What is Application Portfolio Management (APM)?
Application Portfolio Management (APM) is an approach for managing enterprise IT software applications and software-based services. APM provides stakeholders with an inventory of the company’s software applications as well as the metrics to illustrate the utility associated with each application. Essentially, it lets management measure the financial benefits of an application in comparison to the cost of its maintenance and operations.
This endeavour is indeed very relevant, especially when you consider that organizations spend two-thirds of their IT budgets on ongoing operations and maintenance. Corporate mergers and acquisitions and failed attempts to adopt a new tool are but a few reasons why an enterprise might be supporting (and, therefore, paying for) multiple applications that perform the same, or a very similar function. This ultimately translates into an increased operating cost, due to keeping and periodically upgrading them separately, but also an unnecessarily high level of complexity.
As a result, APM is concerned with the transparency of the application inventory and resource consumption. Effective APM enables organizations to:
- find and cut applications overlap either partially or wholly with another application
- objectively measure an application’s status taking into consideration its stability, quality and maintainability
- objectively measure the business value and impact of an application
- facilitate the best assignment of resources
APM helps you understand and optimise your application portfolio, align the needs of business and IT, assess the reliability of applications within an environment and make better financial and strategic decisions; all of which combine to greatly reduce your costs and make your organisation more successful.
What is the goal of APM? How is APM measured?
APM practitioners’ main goal is to keep a lean, productive applications inventory. The way they achieve this is by implementing a reiterative process of establishing, monitoring and reporting on a set of key metrics to illustrate the business benefits of each application. Here are some of the most widely employed metrics for APM:
- Return on Investment
- Total Cost of Ownership
- Business Value of IT
- Usage
- Age of Applications
- Technology Mix
These metrics can be aimed at understanding the value of different aspects of a company, depending on what stakeholders are interested in, i.e., technology, business strategy etc. iServer enables APM professionals to inventory and manage their application and technology portfolios in a single central location, capturing relevant information such as costs, lifecycle dates, ownership and health assessments. The inventory allows users to show the business benefits of each application and therefore inform the decision-making process in order to steer the company onto the path of best value. This reduces costs and improves the value the organization derives from its application portfolio.
How is APM different from IT Portfolio Management or Strategic Portfolio Management (SPM)?
Application portfolio management is a subdomain of IT portfolio management, and it concerns itself with the management of an enterprise’s software applications and software-based services.
Strategic Portfolio Management is another subdomain of IT portfolio management. SPM groups project capabilities into packages that can scale as your business needs change. It considers the capabilities and functionalities needed for business and IT planning alignment, IT investment planning and management, IT portfolio optimization, strategy execution, and cost and risk management.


● Exercise directions
Check each line of the listing below for the string "Value", and copy the ones that have it.

● Data to examine
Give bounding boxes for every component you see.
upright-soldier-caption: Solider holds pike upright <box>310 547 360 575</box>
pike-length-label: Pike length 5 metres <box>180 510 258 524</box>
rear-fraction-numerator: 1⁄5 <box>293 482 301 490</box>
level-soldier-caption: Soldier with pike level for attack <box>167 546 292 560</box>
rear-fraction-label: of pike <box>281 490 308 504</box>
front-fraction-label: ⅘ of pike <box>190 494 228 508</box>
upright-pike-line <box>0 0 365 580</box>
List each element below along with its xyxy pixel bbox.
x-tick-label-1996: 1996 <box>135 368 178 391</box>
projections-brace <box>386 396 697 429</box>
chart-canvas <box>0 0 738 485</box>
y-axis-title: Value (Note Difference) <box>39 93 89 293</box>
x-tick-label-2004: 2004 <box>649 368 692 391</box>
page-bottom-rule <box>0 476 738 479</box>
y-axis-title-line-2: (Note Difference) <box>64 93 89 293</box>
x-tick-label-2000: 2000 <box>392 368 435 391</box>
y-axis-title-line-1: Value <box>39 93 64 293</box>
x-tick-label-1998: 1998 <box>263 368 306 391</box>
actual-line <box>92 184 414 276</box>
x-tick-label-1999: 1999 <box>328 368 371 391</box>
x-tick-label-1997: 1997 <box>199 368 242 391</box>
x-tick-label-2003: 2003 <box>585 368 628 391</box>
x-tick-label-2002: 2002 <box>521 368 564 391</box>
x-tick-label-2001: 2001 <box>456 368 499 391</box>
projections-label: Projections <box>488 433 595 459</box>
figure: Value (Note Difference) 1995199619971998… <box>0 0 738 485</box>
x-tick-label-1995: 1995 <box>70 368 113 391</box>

● Answer
y-axis-title: Value (Note Difference) <box>39 93 89 293</box>
y-axis-title-line-1: Value <box>39 93 64 293</box>
figure: Value (Note Difference) 1995199619971998… <box>0 0 738 485</box>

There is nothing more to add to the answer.